It seems that the “broken window fallacy” simply will not die. In 1850, French economist Frédéric Bastiat first tackled this economic myth. In Bastiat’s parable, a shopkeeper’s careless son breaks a pane of glass in his father’s store. According to the economic theory popular at the time, the broken window was actually a good thing, because it meant that the shopkeeper would have to pay the glazier to repair it. The glazier then would use his new income to buy a pair of shoes, and the shoemaker would spend the money, etc. The cycle continues, and the economy is stimulated. As Bastiat noted, “You come to the conclusion, as is too often the case, that it is a good thing to break windows, that it causes money to circulate, and that the encouragement of industry, in general, will be the result of it.”
Nevertheless, as Bastiat pointed out, that leaves out a crucial calculation: what the shopkeeper would have done with the money if he had not been obliged to buy a new window. What the broken-window advocates miss is the elements that are not seen: “It is not seen that as our shopkeeper has spent six francs upon one thing, he cannot spend them upon another,” The accident only means that the shopkeeper has spent six francs to bring himself back to the economic state he was in before the window was broken; he is no richer for it, but six francs poorer.
Similarly, rebuilding Houston will not create any new wealth; it will merely restore some of what was lost. Moreover, we can never know what might have been accomplished with the money spent in Houston if we didn’t need to rebuild Houston.
This is not really about Houston, of course. We can and should do what is necessary to help the suffering people of that city restart their lives. Rather, this is about a mindset prominent among some liberals that government spending is essentially cost-free. After all, it wasn’t so long ago that Paul Krugman was musing about a hypothetical economic boost we could get from an alien space invasion. And, of course, John Maynard Keynes famously suggested that the economy would benefit if the government hired workers to dig holes and other workers to fill them in.
Whether we are talking infrastructure, social-welfare spending, or any other government project, too many fail to understand that very little of such spending produces new wealth. When the government takes money from the shopkeeper and gives it to the glazier, it is merely moving money around. Sometimes that may be necessary. But it is not a recipe for economic prosperity.
Perhaps that makes two things that are so obvious we shouldn’t have to say them: “Hurricanes are bad,” and “there’s no such thing as a free lunch.”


### WHAT NEEDS TO BE DONE
Reproduce only the lines that begin at the line with "Image resolution: width=616" and run to the end of the entries; omit every picture.

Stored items
----------------
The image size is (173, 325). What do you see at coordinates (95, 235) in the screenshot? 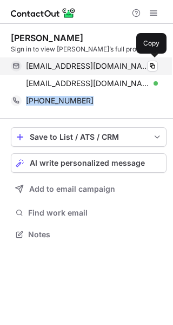
I see `span: Notes` at bounding box center [95, 235].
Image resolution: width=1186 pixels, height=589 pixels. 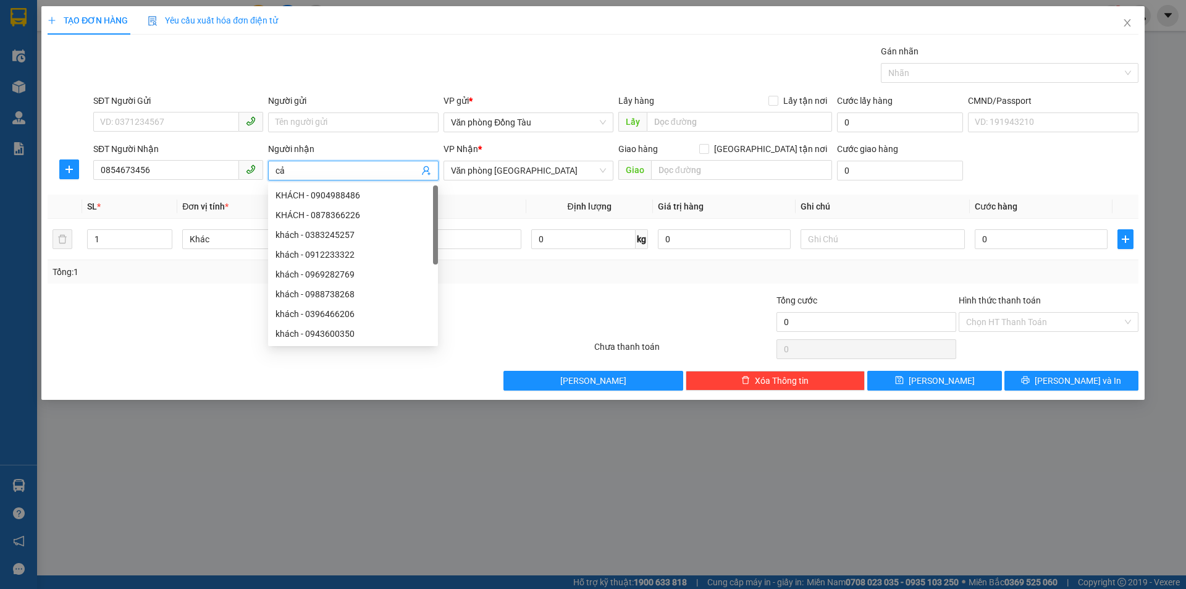 What do you see at coordinates (1000, 300) in the screenshot?
I see `label: Hình thức thanh toán` at bounding box center [1000, 300].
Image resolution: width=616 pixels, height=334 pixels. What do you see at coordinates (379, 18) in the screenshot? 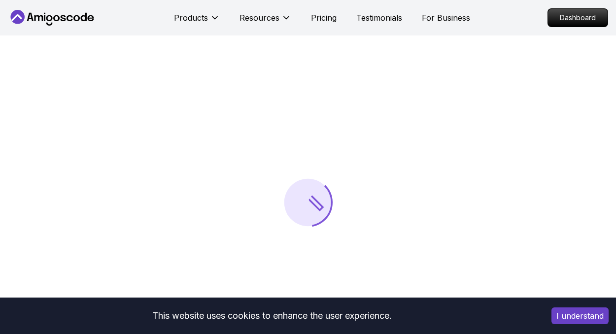
I see `p: Testimonials` at bounding box center [379, 18].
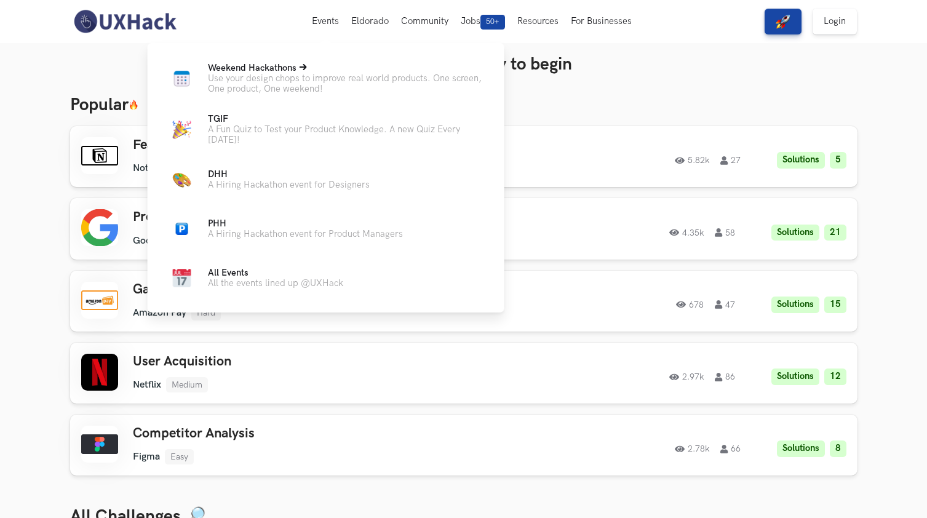 The height and width of the screenshot is (518, 927). What do you see at coordinates (464, 228) in the screenshot?
I see `a: Product FitGoogleMedium4.35k58Solutions21` at bounding box center [464, 228].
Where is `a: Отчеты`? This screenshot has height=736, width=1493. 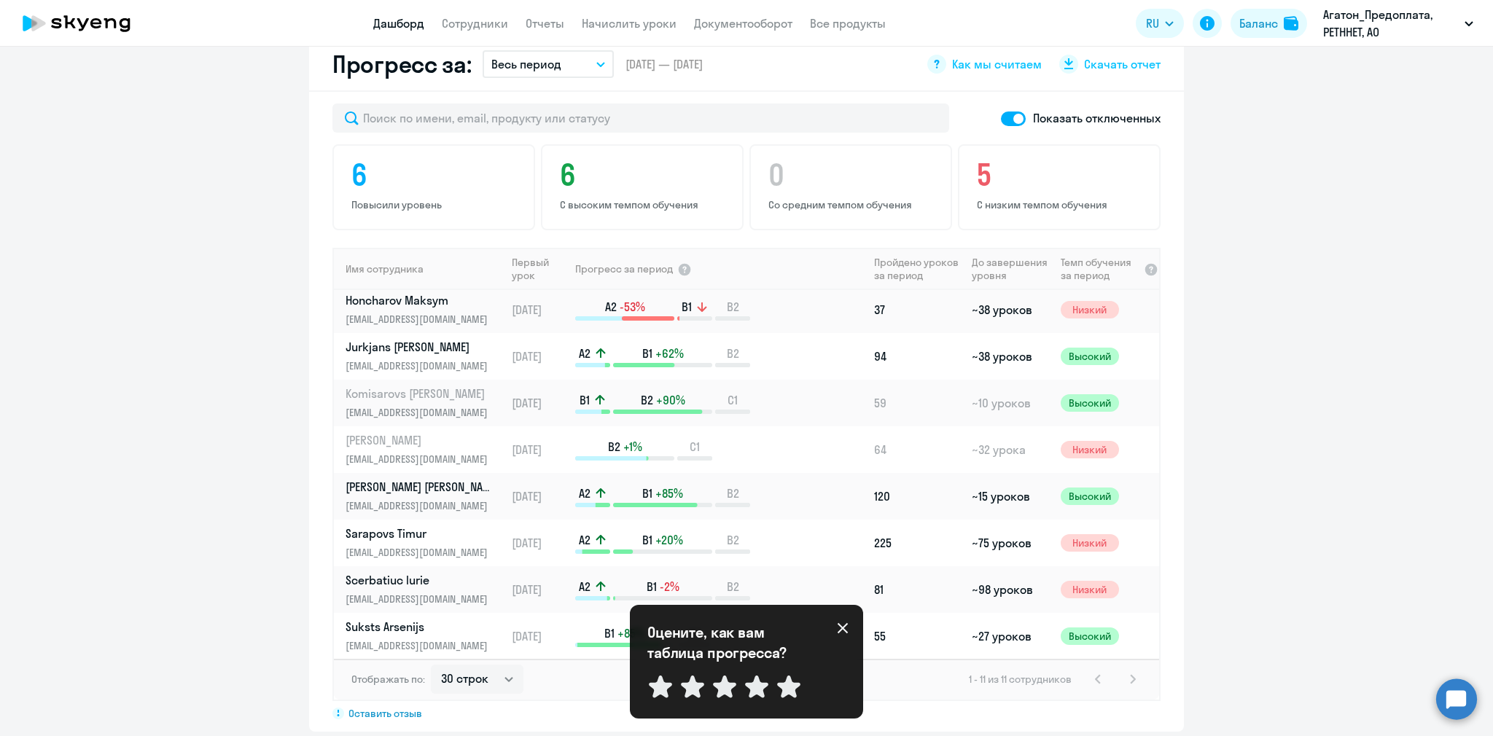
----------------
### EXERCISE ANSWER
Image resolution: width=616 pixels, height=334 pixels. What do you see at coordinates (379, 18) in the screenshot? 
I see `p: Testimonials` at bounding box center [379, 18].
 The height and width of the screenshot is (518, 927). What do you see at coordinates (464, 228) in the screenshot?
I see `a: Product FitGoogleMedium4.35k58Solutions21` at bounding box center [464, 228].
Where is `a: Отчеты`? This screenshot has height=736, width=1493. 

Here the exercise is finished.